Starting this week at London’s Tate Modern, the EY
exhibition of Paul Klee: Making Visible stays true to perhaps his most
oft-quoted aphorism: that drawing is merely taking a line for a walk - for, like
the best of Klee’s work, this new retrospective is linear in just about every
aspect.
Taking a purely chronological approach, Making Visible starts
with early work from 1912 and moves through his major phases with an almost
prosaic adherence to his lifeline until we reach his premature death at the age
of 60 in 1940. The curators have rightly assumed that Klee’s work itself does
most of the talking as, despite snippets of historical context and numerous
references to his teaching practices (which took up nearly as much of his
career as his actually visual works), his is an art that seems to almost exist
in its own private universe. Starting when he was already mature (at age 33)
from the first paintings (Group of Houses; When
God Considered the Creation of the Plants etc) here was a man who not
only restlessly exploited his own natural methodical nature in search of new
means of expression, but who also balanced it with (at least on paper and
canvas) a god-given talent for expressing the spiritual via the infinitesimal.
If his work contains any hints at stress and struggle (this is a man lived who through one world war, only to die at the onset of another more terrible one
from a dreadful wasting disease) it is always tempered with a calmness and
humour that overwhelms any real sense of transgression and immediate danger.
It’s this meditative and childlike aura that always draws one in, leaving the
emotional turmoil and grit of everyday existence to bubble up in its wake.
And therein lies the danger with Klee. So easy to like and
so difficult to criticise, his oeuvre is - as the curators themselves state - a
strange parallel cosmos of personal signifiers and transmuted modernist
technique, always inspiring but never easy to fit into the warp and weft of the
surrounding milieu. Maybe this is why the exhibition draws you back again and
again to the equally important work he achieved at Gropius’ Bauhaus as a
teacher. His writings (especially his most famous volume: The Pedagogical Sketchbook:
1924) display a mind which sought to balance the mystical and the experimental
and which, from his earliest days as a member of Franz Marc and Kandinsky’s
Blaue Reiter group, was obviously wonderfully open and non-judgemental, valuing
the impulse of intuition just as much as sheer hard graft.
You can see it in his subtlest works. His 1926 ink and watercolour works Sacred
Islands or View of a Mountain Sanctuary combine an almost occidental Zen
purity with a miniscule detailing and new techniques in background colour that
only becomes clear after minutes of contemplation. This is the most quiet form
of revolutionary art imaginable.
It doesn’t mean to say that Klee was above social commentary
(as the exhibitors are often at too many pains to point out) such as his
post-war work from c.1920, Memorial To The Kaiser or They’re
Biting. Here his work displays the spidery caricature-like lines that
seem to anticipate the fun of later satirists such as Ronald Searle and
other ‘50s cartoonists and animators. But Klee’s humour is never overly cruel
or blunt, always preferring a gentle lampooning.

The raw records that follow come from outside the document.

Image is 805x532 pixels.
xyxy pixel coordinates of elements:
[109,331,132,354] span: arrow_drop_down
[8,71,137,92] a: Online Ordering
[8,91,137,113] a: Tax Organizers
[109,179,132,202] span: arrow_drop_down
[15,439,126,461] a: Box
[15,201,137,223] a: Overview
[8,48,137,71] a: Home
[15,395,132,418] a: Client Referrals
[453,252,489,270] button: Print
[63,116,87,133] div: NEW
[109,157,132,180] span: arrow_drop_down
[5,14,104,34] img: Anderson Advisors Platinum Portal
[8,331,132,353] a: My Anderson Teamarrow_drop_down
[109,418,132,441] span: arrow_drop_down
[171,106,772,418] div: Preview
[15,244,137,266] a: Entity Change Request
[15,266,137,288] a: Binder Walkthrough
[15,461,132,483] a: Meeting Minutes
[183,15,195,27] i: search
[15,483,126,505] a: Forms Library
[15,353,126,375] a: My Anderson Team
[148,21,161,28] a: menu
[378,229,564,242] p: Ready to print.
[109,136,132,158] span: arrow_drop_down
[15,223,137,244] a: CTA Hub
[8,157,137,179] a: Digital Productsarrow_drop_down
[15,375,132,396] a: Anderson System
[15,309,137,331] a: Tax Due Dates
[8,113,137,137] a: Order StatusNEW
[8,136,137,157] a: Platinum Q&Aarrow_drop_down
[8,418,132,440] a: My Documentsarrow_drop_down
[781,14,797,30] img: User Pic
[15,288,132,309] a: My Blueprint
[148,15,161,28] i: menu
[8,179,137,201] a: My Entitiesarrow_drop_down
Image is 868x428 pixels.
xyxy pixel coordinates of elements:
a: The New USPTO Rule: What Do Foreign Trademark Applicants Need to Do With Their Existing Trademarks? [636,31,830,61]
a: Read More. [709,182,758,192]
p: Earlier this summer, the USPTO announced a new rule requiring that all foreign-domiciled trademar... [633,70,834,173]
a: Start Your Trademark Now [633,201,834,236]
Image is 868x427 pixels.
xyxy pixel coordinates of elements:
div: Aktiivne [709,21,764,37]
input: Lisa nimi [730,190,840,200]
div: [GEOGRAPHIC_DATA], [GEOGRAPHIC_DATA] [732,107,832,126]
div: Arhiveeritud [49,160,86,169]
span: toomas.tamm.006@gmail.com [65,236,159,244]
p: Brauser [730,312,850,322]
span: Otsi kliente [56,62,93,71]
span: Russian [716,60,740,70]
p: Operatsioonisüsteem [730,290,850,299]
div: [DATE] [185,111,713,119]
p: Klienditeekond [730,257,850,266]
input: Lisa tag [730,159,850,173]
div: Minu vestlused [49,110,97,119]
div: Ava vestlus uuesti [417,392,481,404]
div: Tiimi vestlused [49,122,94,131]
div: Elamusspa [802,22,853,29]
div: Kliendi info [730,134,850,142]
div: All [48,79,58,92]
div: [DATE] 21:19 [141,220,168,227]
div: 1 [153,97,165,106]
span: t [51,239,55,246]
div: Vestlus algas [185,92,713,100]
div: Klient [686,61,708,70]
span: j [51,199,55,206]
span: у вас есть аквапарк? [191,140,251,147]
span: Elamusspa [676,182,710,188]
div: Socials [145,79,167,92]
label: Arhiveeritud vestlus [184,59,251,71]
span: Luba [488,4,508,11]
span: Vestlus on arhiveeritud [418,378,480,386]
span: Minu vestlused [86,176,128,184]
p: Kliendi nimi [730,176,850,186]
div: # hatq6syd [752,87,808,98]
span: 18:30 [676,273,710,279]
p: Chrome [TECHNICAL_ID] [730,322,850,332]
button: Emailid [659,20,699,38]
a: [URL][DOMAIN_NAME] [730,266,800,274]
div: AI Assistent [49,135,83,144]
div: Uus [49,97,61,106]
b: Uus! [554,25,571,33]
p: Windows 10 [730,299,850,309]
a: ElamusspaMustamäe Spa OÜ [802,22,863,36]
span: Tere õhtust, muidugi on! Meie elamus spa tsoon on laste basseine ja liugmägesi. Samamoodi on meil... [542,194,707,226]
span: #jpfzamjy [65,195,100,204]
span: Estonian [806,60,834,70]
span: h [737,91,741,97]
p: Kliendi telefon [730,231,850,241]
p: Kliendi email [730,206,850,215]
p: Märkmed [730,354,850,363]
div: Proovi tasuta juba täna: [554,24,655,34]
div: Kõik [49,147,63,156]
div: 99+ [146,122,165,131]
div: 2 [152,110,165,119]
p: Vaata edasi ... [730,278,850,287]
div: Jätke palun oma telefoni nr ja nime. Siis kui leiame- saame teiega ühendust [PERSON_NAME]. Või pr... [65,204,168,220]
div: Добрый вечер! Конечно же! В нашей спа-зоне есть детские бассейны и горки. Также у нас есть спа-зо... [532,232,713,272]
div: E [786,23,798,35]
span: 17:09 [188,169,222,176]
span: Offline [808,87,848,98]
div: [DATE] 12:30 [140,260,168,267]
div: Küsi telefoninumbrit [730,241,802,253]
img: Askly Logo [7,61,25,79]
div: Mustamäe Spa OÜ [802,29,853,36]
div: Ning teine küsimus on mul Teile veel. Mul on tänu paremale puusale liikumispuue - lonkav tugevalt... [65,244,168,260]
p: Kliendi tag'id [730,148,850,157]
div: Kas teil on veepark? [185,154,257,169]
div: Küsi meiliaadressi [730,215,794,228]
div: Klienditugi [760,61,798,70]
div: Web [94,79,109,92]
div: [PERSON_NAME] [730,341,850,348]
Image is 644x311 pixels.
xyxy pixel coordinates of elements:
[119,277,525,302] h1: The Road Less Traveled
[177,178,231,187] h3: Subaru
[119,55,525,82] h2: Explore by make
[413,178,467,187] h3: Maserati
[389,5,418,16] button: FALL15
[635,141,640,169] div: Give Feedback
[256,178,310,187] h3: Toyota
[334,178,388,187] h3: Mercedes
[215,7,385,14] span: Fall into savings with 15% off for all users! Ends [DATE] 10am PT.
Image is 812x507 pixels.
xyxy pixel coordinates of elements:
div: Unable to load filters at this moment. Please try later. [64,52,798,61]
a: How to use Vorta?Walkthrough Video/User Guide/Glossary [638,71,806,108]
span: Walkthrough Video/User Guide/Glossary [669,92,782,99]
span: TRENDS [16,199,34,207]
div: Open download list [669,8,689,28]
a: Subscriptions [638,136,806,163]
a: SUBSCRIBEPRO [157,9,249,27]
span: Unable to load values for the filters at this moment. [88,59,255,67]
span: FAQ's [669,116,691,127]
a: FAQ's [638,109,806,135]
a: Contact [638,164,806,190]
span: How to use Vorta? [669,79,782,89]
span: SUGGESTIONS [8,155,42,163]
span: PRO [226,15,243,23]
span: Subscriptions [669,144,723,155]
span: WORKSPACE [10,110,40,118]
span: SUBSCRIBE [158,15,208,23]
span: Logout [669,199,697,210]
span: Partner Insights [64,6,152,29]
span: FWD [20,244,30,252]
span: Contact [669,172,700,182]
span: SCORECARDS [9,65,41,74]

Compared to many of his German contemporaries his
semi-abstraction may lack shock value, but then that was never his aim, and
besides: the mark of a true innovator is to see his or her work subsumed into
future aesthetic language, making so much of Making Visible almost too
familiar. If you’re going make sure you take your time, for it’s hard to see
such genius with really fresh eyes. Especially when you consider that for many
of us the ease with which Klee slips the radical into your view means that he’s
one of those modernists who’s adopted as an early art hero by teenagers. I
certainly loved Klee long before I ever fell for Ernst or Duchamp.
Making Visible is by no means a great retrospective. There’s no juvenilia, scant supporting literature, with only his earliest attempts at cataloguing his
own work and preparatory notes for teaching included in the first room, and
while – when you take into account how popular this will be - I can see why
each room has so few works (a maximum of about ten per gallery, which isn’t a
lot when you think how SMALL his stuff is), you still come away wanting more.
The famous satori
of his trip to Tunis with Macke and Moilliet that opened his eyes to the use of
colour is mentioned, but there seem to be few examples of the trip’s immediate
effects and contemporary photographs are non-existence. All of which reinforces
the myth of Klee as a man removed from time and creating in some platonic
bubble.
Only in the last two rooms where events began to overwhelm him do we get a sense of frustration and bleakness, albeit represented by some paintings of witches which seem to draw on Jungian archetypes. By the last room equilibrium returns in the contrasting works which display, to the very end, a striving for new means of expression (the geometric linear style of Diagram of a Fight, 1939) as well as a sense of calm acceptance in the final Twilight Flowers (below) painted before his death in 1940 as he fruitlessly awaited citizenship from his Swiss homeland. It was granted six days after his death. I’m sure he would have accepted that ironic news with the same grace that he seemed to have lived his life.